Utilities expanding demand response programs and sharply rising grid capacity costs are pushing AI-powered, portfolio-scale building energy management platforms from pilot projects into mainstream commercial deployment.
Grid stress is accelerating the commercial case for intelligent building energy management. PJM Interconnection's capacity market clearing price for the 2026-2027 delivery year reached USD 329.17 per MW-day, compared to USD 28.92 per MW-day in the 2024-2025 delivery year, with rapid electricity demand growth identified as a major contributing factor, according to PJM data cited in peer-reviewed grid impact research. Against that backdrop, operators managing large commercial portfolios face growing pressure to automate grid interactions rather than respond manually to utility dispatch signals.
Background
The global AI energy efficiency tools market reached USD 3.20 billion in 2025 and is projected to grow to USD 24.95 billion by 2035, at a compound annual growth rate of 22.8%, according to Precedence Research. Within that broader market, the AI in energy distribution segment is valued at approximately USD 7.1 billion in 2026 and is forecast to reach USD 42.7 billion by 2033, at a CAGR of 29.2%, according to Persistence Market Research. Commercial buildings accounted for roughly 30% of the AI energy efficiency tools market by end-use in 2025, driven by high energy consumption and growing smart-building adoption.
The regulatory environment is reinforcing market momentum.
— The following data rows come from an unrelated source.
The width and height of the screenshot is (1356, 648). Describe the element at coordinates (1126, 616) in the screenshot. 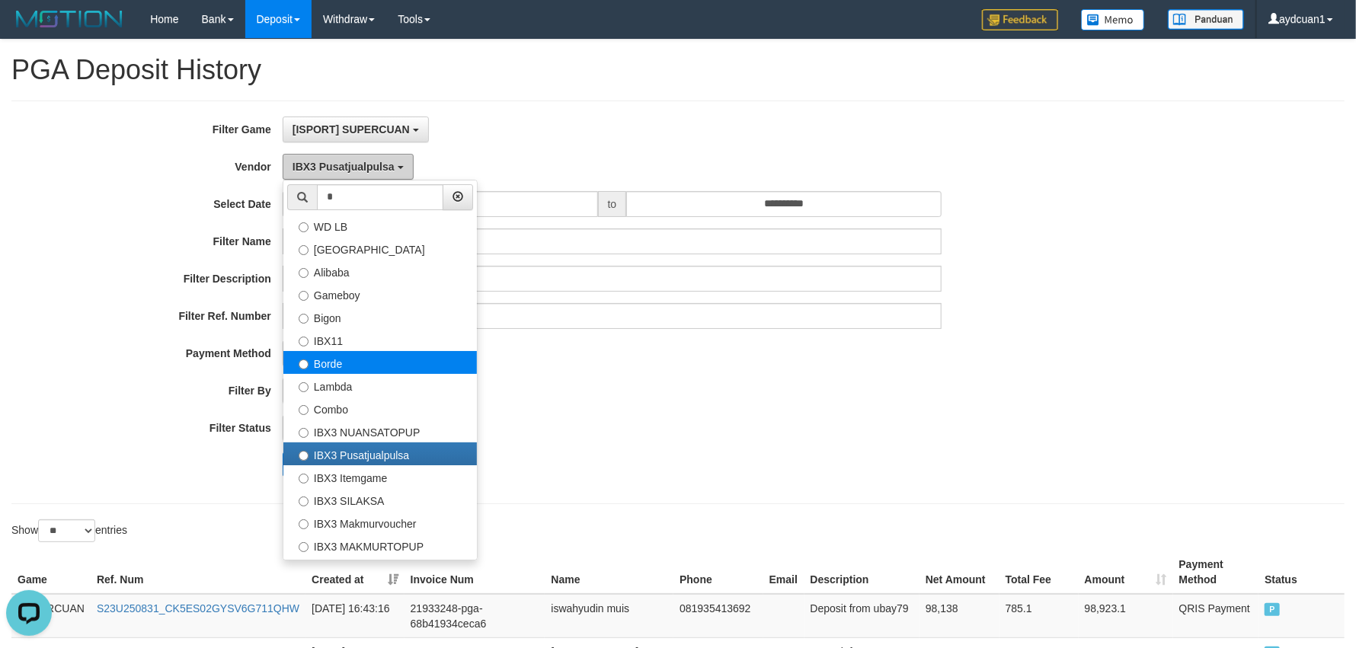

I see `td: 98,923.1` at that location.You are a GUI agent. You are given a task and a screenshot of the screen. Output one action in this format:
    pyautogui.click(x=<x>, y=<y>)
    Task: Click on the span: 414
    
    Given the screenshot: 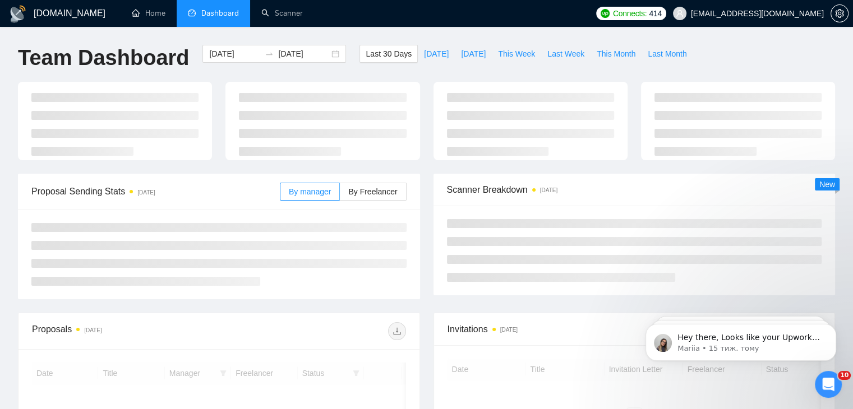 What is the action you would take?
    pyautogui.click(x=655, y=13)
     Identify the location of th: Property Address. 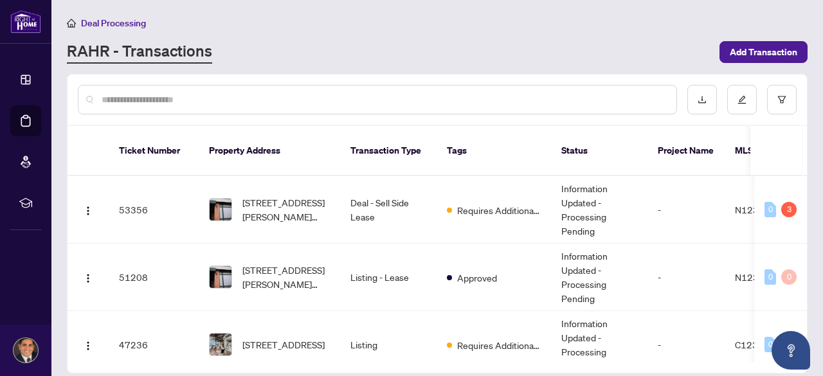
(269, 151).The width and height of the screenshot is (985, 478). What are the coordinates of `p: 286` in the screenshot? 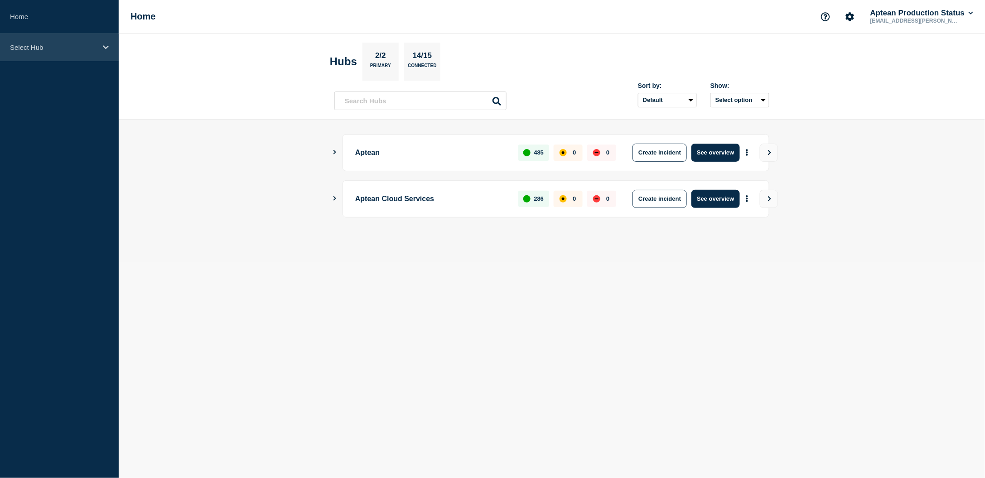 It's located at (539, 199).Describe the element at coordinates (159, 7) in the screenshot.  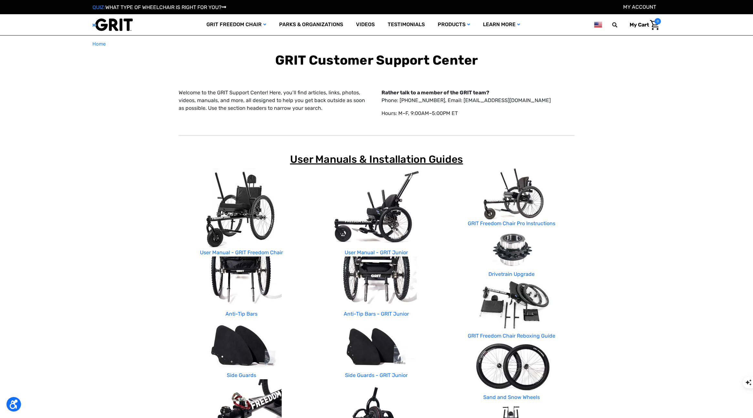
I see `a: QUIZ:WHAT TYPE OF WHEELCHAIR IS RIGHT FOR YOU?` at that location.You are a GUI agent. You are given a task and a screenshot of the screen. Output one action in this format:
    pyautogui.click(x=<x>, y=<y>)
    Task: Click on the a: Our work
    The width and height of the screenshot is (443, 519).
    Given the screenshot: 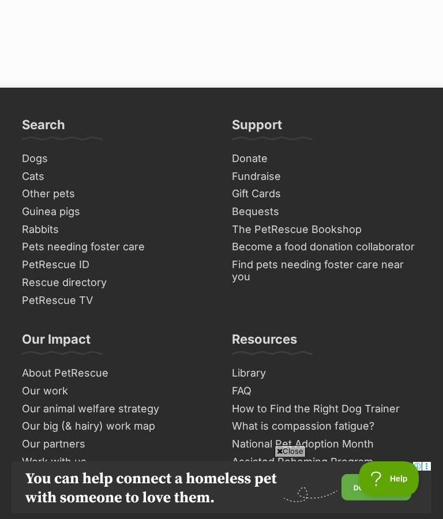 What is the action you would take?
    pyautogui.click(x=117, y=391)
    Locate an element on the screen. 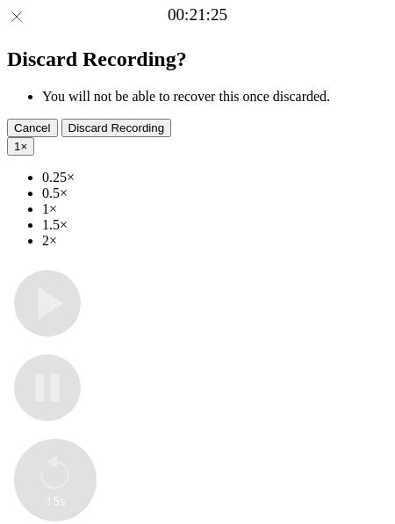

California regulators have mandated the use of OpenADR 2.0-certified products for automated demand response participation in new commercial construction, according to the state's building energy codes. Texas Senate Bill 6, signed into law in 2025, mandates the creation of a demand response program specifically for large loads, signaling continued policy investment in commercial building participation across the ERCOT market. At the federal level, by mid-2025, at least 28 states were exploring performance-based utility regulations, with 17 states and Washington, D.C. having enacted enabling legislation, according to Deloitte's 2026 Power and Utilities Industry Outlook.
Technology Enablers and Market Detail
Three technology layers are converging to make portfolio-scale, grid-aware energy management viable. First, standardized semantic data models - including Brick Schema, Project Haystack, and SAREF - enable interoperable energy management systems (EMS) that can span heterogeneous building stock without requiring full platform replacement. Second, edge AI energy optimization systems are expected to expand at a CAGR of 24.5% between 2026 and 2035, according to Precedence Research, driven by the need for real-time, low-latency load decisions at the building level. Third, the first OpenADR 3.0-certified products reached market in 2025, according to the OpenADR Alliance, tightening the communication link between commercial building controllers and utility virtual top nodes (VTNs).
The financial case for enrollment is compelling. According to program data, PJM's Emergency Load Response Program allows participating businesses to earn between USD 98,000 and USD 170,000 per megawatt per year, depending on market outcomes and location. A facility with 2 MW of curtailable load could realize USD 200,000 to USD 340,000 annually through PJM participation. At the portfolio level, distributed energy resource (DER) integration - spanning on-site solar, battery energy storage systems (BESS), and managed EV charging - multiplies both the curtailable capacity and the revenue opportunity available to aggregators and building operators.
Despite strong fundamentals, interoperability barriers remain the primary constraint on scaling. Fewer than 5% of commercial properties conform to metadata schemas suitable for automated analytics, according to findings from AI forecasting research across building portfolios. Early adopter feedback on open building data platforms in 2025 confirmed tool interoperability as the primary gap before full commercial deployment, with structured workshop assessments assigning operational readiness a mean score of 3.0 out of 5.0, according to the EU-funded MODERATE project. Legacy building management systems (BMS) lacking native API support require gateway hardware or middleware layers, adding integration cost and extending project timelines on retrofit campuses.
The challenge extends to utility-side program design. Standard price-based demand response mechanisms, while widely used in residential and industrial contexts, can introduce rebound effects when applied to large, synchronized building portfolios - deferred loads may reschedule simultaneously once a pricing peak passes, creating secondary demand spikes that offset grid stabilization benefits.
Outlook
In 2026, utilities will continue to shift from planning to execution, facing growing pressure to keep firm capacity projects on schedule, reduce curtailment, and lower costs, according to Deloitte's industry outlook. For building operators, the near-term priority is establishing the data infrastructure - standardized metadata, metered submetering at zone level, and OpenADR-compliant control endpoints - that enables AI platforms to move from single-asset optimization to portfolio-wide dispatch coordination. Operators that build this foundation before utility program requirements tighten stand to capture both demand response revenue streams and avoided capacity charges that grid-interactive building platforms are increasingly designed to monetize.
For further background on AI forecasting hurdles at the portfolio scale, see our earlier analysis: AI Forecasting in Smart Buildings Faces Scale and Governance Challenges.